What Happens Next?
- emily o power
- May 1, 2020
- 2 min read
So much has already been impacted in healthcare by COVID-19 that the question I am more curious about is: what will return to normal after most of this is behind us?
On March 19, 2020, I saw healthcare change before my eyes. On this day, working as a tech, I helped transform the Neuro ICU where I work into a COVID ICU. We transported all of our neuro patients up to the fifth floor to join the patients in the STICU and then we cleaned and prepped all the empty rooms, moving the beds over to ensure we could fit two in each room. As we stocked and rearranged, the maintenance crew went around installing vent covers in the ceilings to create negative air pressure in the rooms.
The changes were constant: visitor restrictions were put in place, PPE was being hoarded and then doled out, and hourly emails from the higher-ups flooded my work inbox throughout the coming days detailing the constant changes that the hospital was making as they received new information about this coronavirus. Rules were made and then amended and then taken away. Guidelines on PPE usage became more and more lenient and “flexible” as fears of scarcity ratcheted up. We wear surgical masks the entire day. The same surgical mask.
The next weeks revealed new signage in the hospital about six-feet distancing, limitations of four people to an elevator-one in each corner, the reusing of disposable, one-time use masks, ghost-town hallways as elective surgeries were cancelled and family members were unable to visit loved ones, and cars lined up outside the main entrance for drive-thru tests where techs and nurses swabbed their noses for COVID-19.
Healthcare has been severely impacted; it has made medicine even less personal as we remove the loving, comforting touch of a family member and don masks that hide our facial expressions. We poke and prod and provide our care with fear and anxiety not knowing if the family members would actually want all these interventions if they could actually see what was happening to the body of their loved one that they hope will come home and we strain to breathe and see clearly as our anxiety and exhaustion belies our suspicion we are not actually getting all the protection and support we as techs and nurses need from those at home making decisions on our behalf.

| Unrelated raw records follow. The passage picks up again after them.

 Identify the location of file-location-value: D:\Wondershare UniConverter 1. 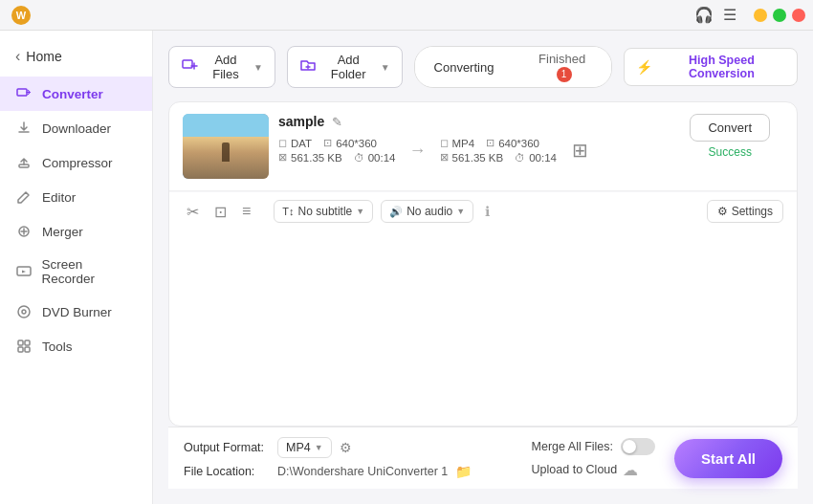
(363, 471).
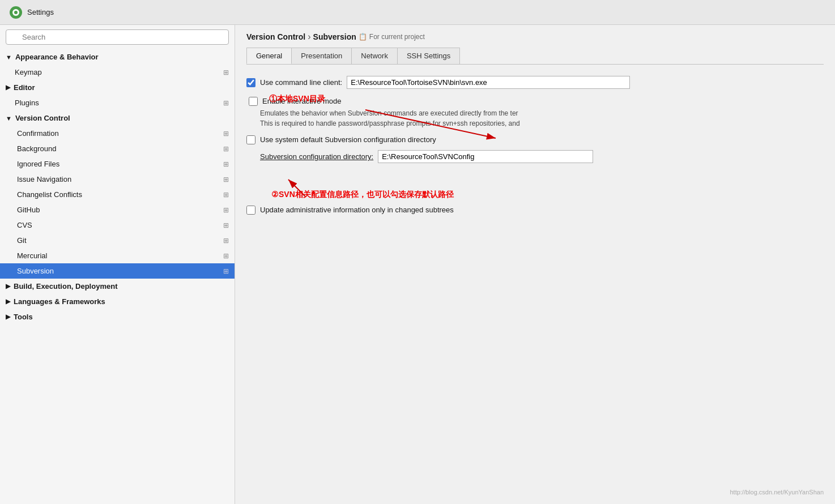  Describe the element at coordinates (50, 195) in the screenshot. I see `nav-label: Changelist Conflicts` at that location.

Will we return to maskless, more personal care? Will we return to family members being able to keep guard at their loved one’s side while they try to heal? Will we return to a more personal method of giving and receiving health and care in healthcare? Will we always be afraid of exposure to invisible small bugs that wreak havoc, even after a vaccination is discovered? These are now the questions I ask more so than what will change--for change has already come.